There is not a Wanderer reader who would disagree with Fr. Mankowski’s reflections on "priestly turpitude, episcopal mendacity, and the resultant bewilderment and fury of the laity."

"No one who has been fighting the culture wars within the Church over the past twenty years can fail to recognize his own struggles with a hostile bureaucracy and conflicted hierarchy in the struggles of those pleading for relief from sexual abuse -- notwithstanding the disparity in the attendant journalistic drama. In fact, I'd contend that the single important difference in the Church's failure regarding abusive clergy and the failures regarding liturgy, catechesis, pro-life politics, doctrinal dissent and biblical translation is this: that in the case of the sex abuse scandal we've been

allowed a look over the bishops' shoulders at their own memos. Deviant sexual assault has accomplished what liturgical abuse never could: it has generated secular media pressure and secular legal constraints so overwhelming that the apparat was forced to make its files public..."

Fr. Mankwoski offers a number of very reasonable explanations on how "The Crisis" occurred: too many men of "low" character entered the priesthood in the post-World War II era, before the Second Vatican Council; too many bishops have a "time bomb" in their past which rendered them incapable of dealing correctly with problems; "clerical culture" in general, but his fourth reason, FTM believes, is the most compelling: clerical aloofness, and it is related to what E. Michael Jones describes in his new book, The Slaughter of Cities.

"A fourth element in the present corruption is the strange separation of the Church from blue-collar working people.

"Before the Council every Catholic community could point to families that lived on hourly wages and who were unapologetically pious, in some cases praying a daily family rosary and attending daily Mass. Such families were a major source of religious vocations and provided the Church wi[th] many priests as well. These families were good for the Church, calling forth bishops and priests who were able to speak to their spiritual needs and to work to protect them from social and political harms. Devout working class families characteristically inclined to a somewhat sugary piety, but they also characteristically required manly priests to communicate it to them: that was the culture that gave us the big-shouldered baritone in a lace surplice. Except for newly-arrived immigrants from Mexico, Vietnam and the Philippines, the devout working class family has disappeared in the U.S. and in western Europe.
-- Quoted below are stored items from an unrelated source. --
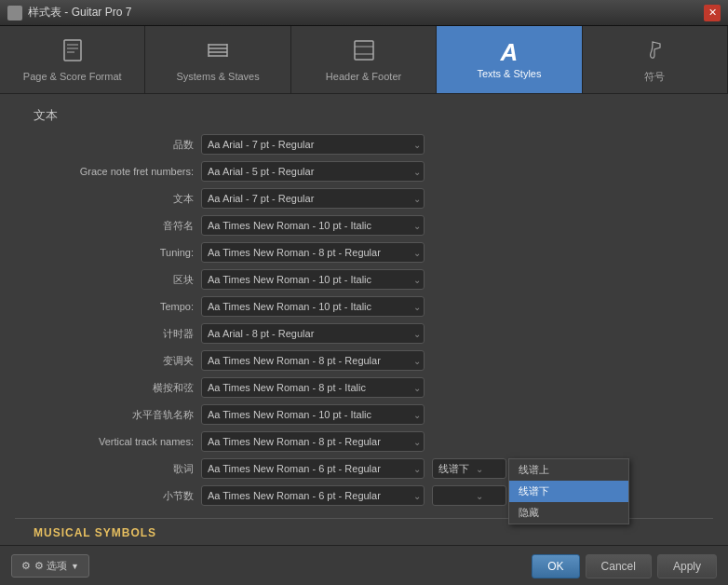 The width and height of the screenshot is (728, 585). What do you see at coordinates (313, 171) in the screenshot?
I see `select-grace-note-wrapper: Aa Arial - 5 pt - Regular ⌄` at bounding box center [313, 171].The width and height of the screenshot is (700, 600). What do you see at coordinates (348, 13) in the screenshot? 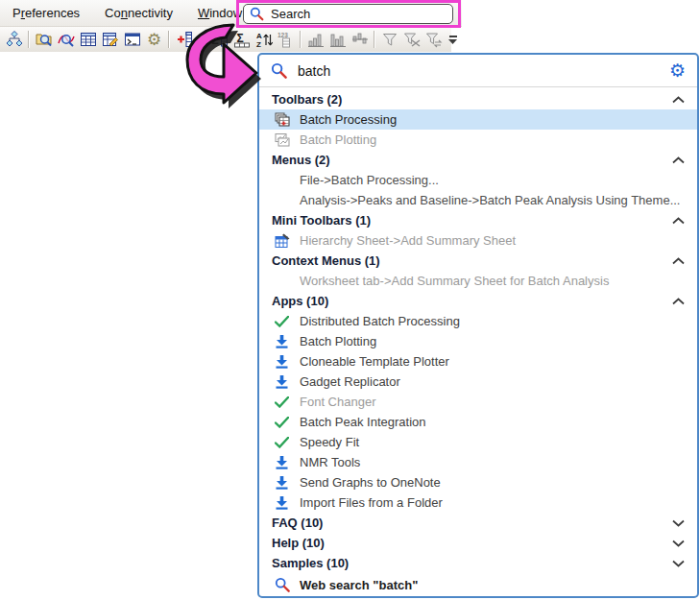
I see `toolbar-search-input: Search` at bounding box center [348, 13].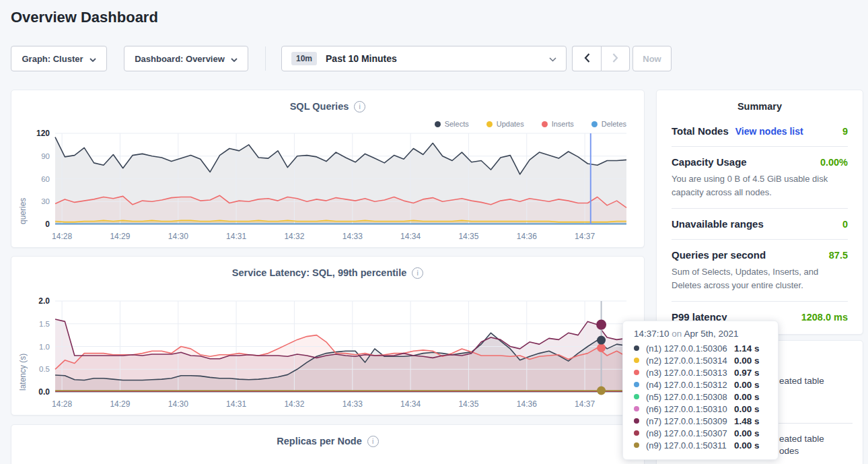 The image size is (868, 464). What do you see at coordinates (558, 124) in the screenshot?
I see `legend-item-inserts: Inserts` at bounding box center [558, 124].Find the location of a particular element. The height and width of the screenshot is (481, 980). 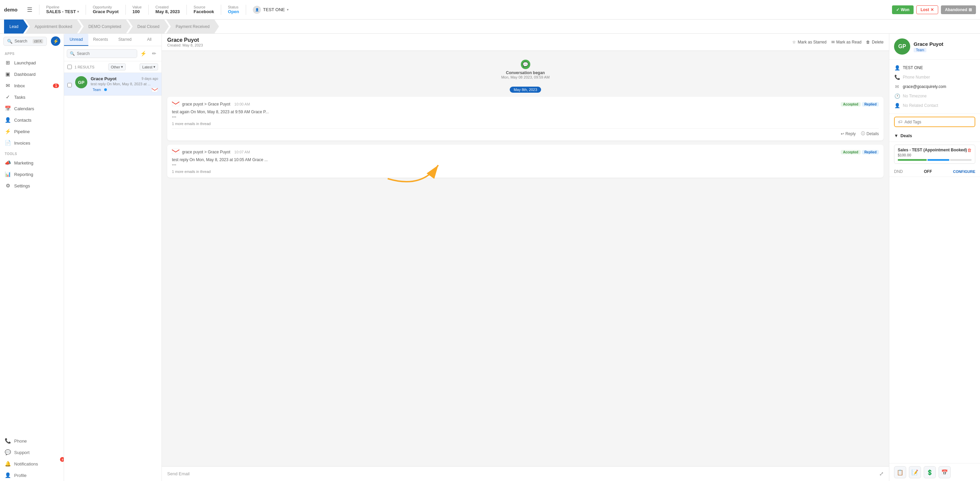

deals-label: Deals is located at coordinates (906, 135).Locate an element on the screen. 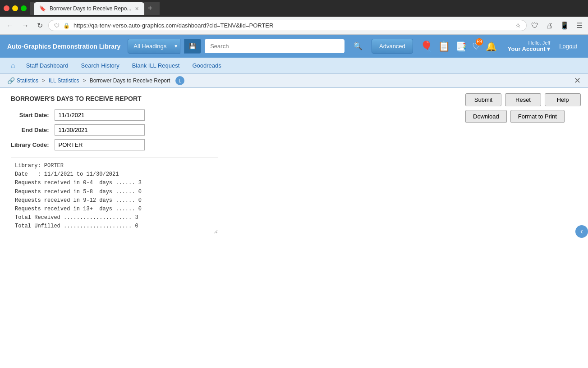 The image size is (588, 368). search-container: All Headings ▼ 💾 🔍 Advanced is located at coordinates (271, 46).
"The beneficial symbiosis between the clerical culture and the working class has disappeared as well. In most parishes of which I'm aware the priests know how to talk to the professionals and the professionals know how to talk to the priests, but the welders and roofers and sheet-metal workers, if they come to church at all, seem more and more out of the picture. I think this affects the Church in two ways: on the one hand, the Catholic seminary and university culture has been freed of any responsibility to explain itself to the working class, and notions of scriptural inspiration and sexual propriety have become progressively detached from the terms in which they would be comprehensible by ordinary people; on the other hand, few priests if any really depend on working people for their support...."

Fr. Mankowski concludes: "I believe that the Crisis will deepen, though undramatically, in the foreseeable future; I believe that the policies suggested to remedy the situation will help only tangentially, and that the whole idea of an administrative programmatic approach -- a ‘software solution’ if I may put it that way -- is an example of the disease for which it purports to be the cure. I believe that reform will come, though in a future generation, and that the reformers whom God raises up will spill their blood in imitation of Christ. In short, to pilfer a line of Wilfrid Sheed, I find absolutely no grounds for optimism, and I have every reason for hope."